I’m trying hard to subtract the time of our plane from the time on my mouse watch, but I don’t know how to carry over in my head. “Marvin,” I tell him, “our plane is leaving in forty-five or twenty minutes.”

But Marvin isn’t listening. More and more people with yellow badges are around us. I try to see if all the badges are the same or if it’s like when India was in Girl Scouts and they were all different.

My mommy holds tight to my hand. “She stays with me,” Mommy says.

Marvin shakes his head.

Mommy presses Finn’s fingers around my arm and motions to Marvin.
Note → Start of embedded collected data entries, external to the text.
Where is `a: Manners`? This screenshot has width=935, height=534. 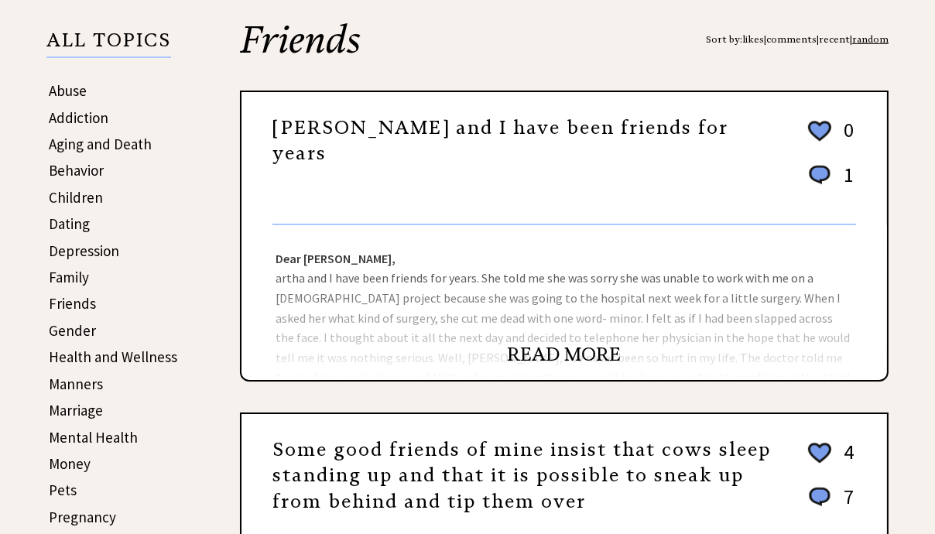 a: Manners is located at coordinates (76, 384).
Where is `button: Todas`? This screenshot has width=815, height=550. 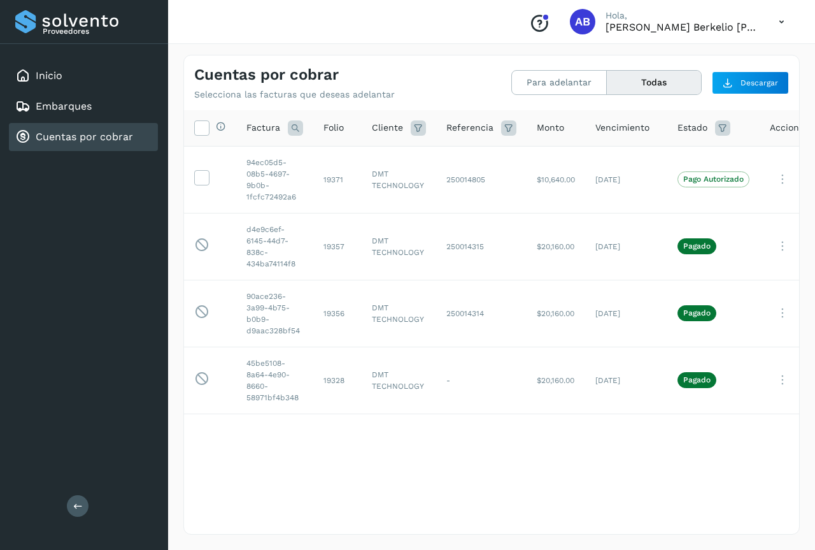
button: Todas is located at coordinates (654, 82).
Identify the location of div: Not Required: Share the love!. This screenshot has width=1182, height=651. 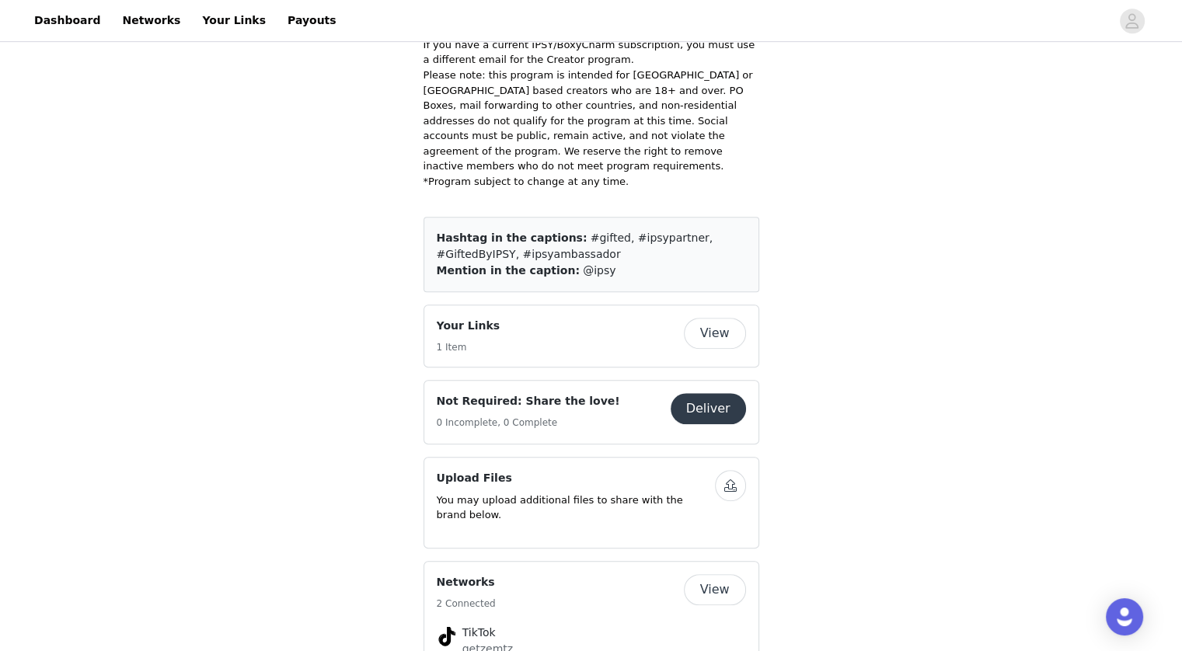
(591, 412).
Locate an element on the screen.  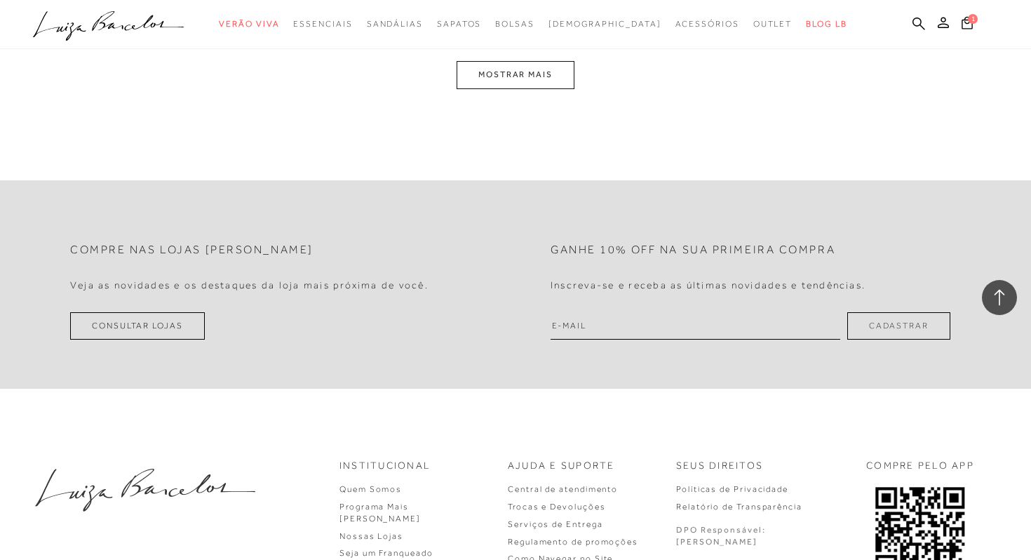
p: COMPRE PELO APP is located at coordinates (920, 466).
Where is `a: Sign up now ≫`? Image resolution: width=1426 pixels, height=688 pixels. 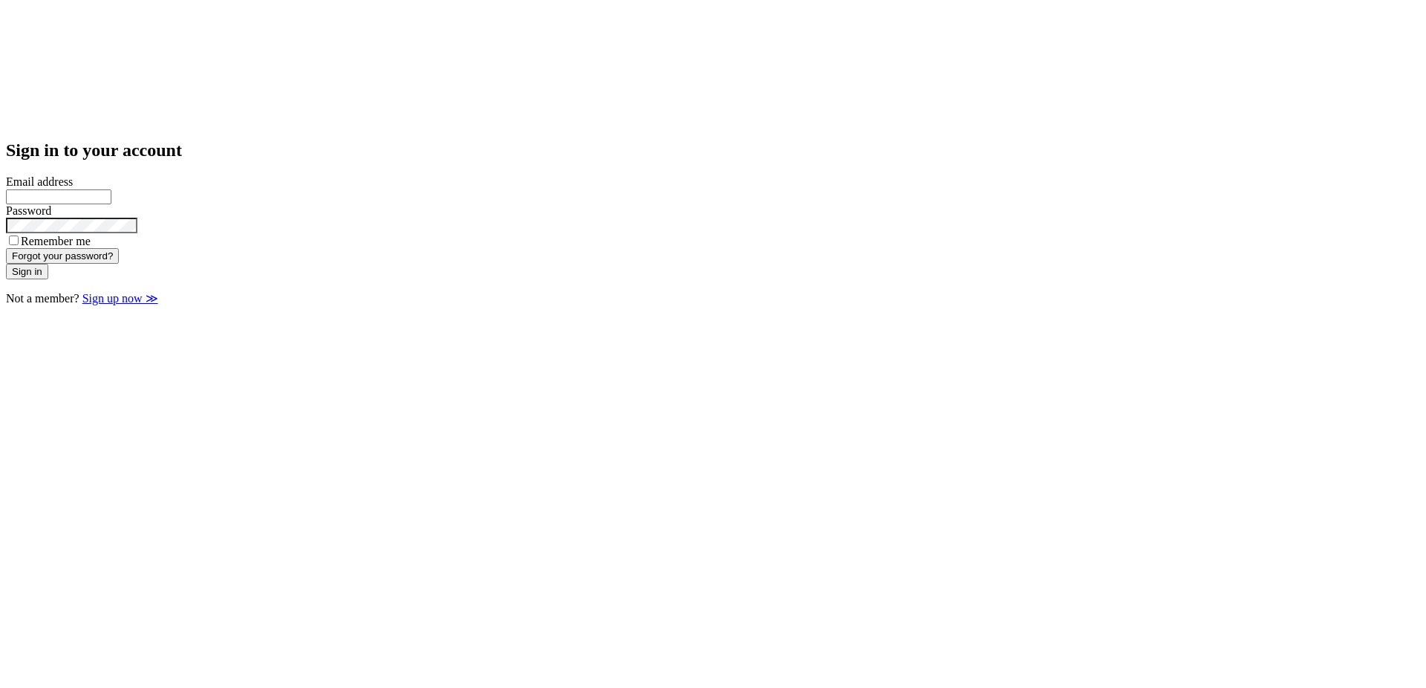
a: Sign up now ≫ is located at coordinates (120, 298).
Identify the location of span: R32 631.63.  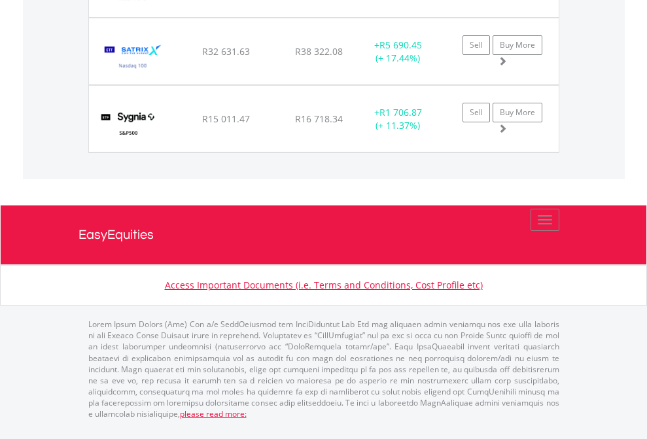
(226, 51).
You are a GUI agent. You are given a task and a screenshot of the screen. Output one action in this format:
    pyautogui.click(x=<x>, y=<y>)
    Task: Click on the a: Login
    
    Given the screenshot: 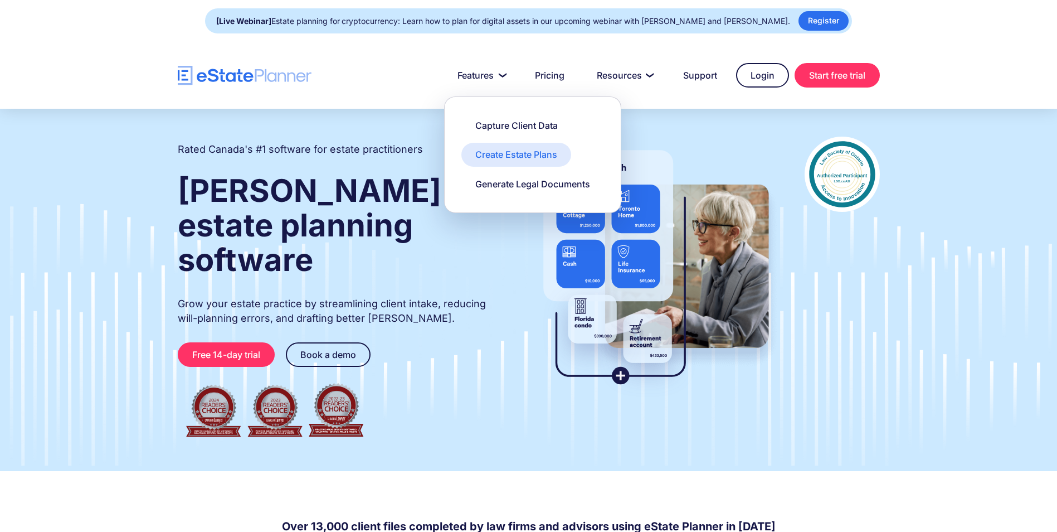 What is the action you would take?
    pyautogui.click(x=763, y=75)
    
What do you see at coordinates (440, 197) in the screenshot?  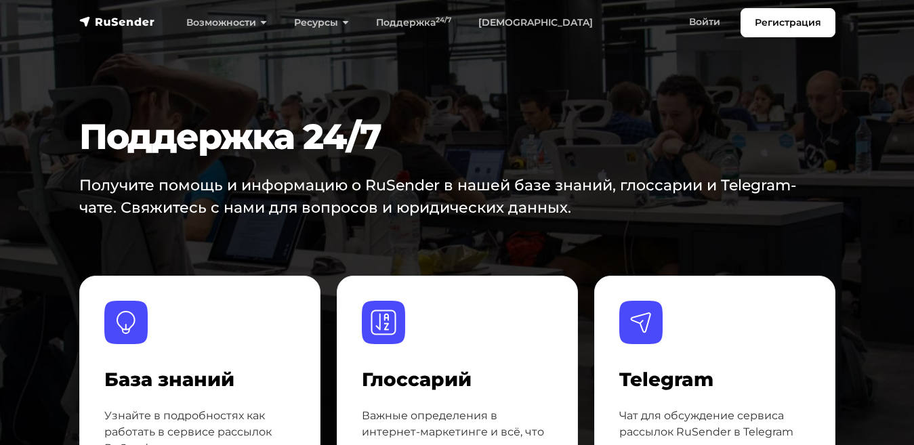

She and Marvin move away so I can’t hear, but Mommy is talking in her big important teacher way. People do what Mommy wants.

Marvin shakes his head. Mommy tells him something else. Marvin shakes his head harder.

“Finn,” Mommy says, “let Mouse go. Mouse, this man is going to ask you some questions, that’s all.”

“Come with me,” Marvin commands.

I don’t want to go with Marvin, but Mommy is nodding like I need to help her on this. She wants me to straighten the problem out. This is what I explain to Bing.

Sometimes I talk to Bing out loud and sometimes I talk to him in my head. Bing doesn’t need sound to hear.

Bing and I follow Marvin to a small room in the back. Marvin takes a stack of magazines off the orange bucket chair and picks up his clipboard.

I do not like being way back here with Bing and Marvin. What is Marvin going to ask? I try to think of every answer I know.

“Name?” Marvin says.

“Geneva Tompkins, but everybody calls me Mouse on account of I’m good at squeaking. Want to hear?”

Marvin shakes his head. “You’re traveling with your mother.”

“No,” I say. “We’ve used up all our money. Mommy has to work because that’s how she gets more. Is that how you get more, Marvin?”

Marvin writes this down on his clipboard. “Who exactly are you traveling with?”

“My sister, India, and my brother, Finn. India, Geneva, and Finland. Two countries and a city. That’s me.” I raise my hand. “My mother wanted to travel, but instead she had kids.”

This is my one grown-up joke. I got it from India. Marvin doesn’t laugh.

“And your father?” Marvin asks.

“He died when I was in Mommy’s tummy. I couldn’t see him on account of there was skin in the way. But Bing saw him. He took a picture for me.”

“Who is Bing?”

“He’s my friend.”

“Did you pack your own suitcase?”

“My mom and India did, only I made a few corrections.”

“Which means?”

“I added the explosives,” I whisper.

His face looks suddenly the color of my snot when Mommy says I have to stay home from school. “Explosives?”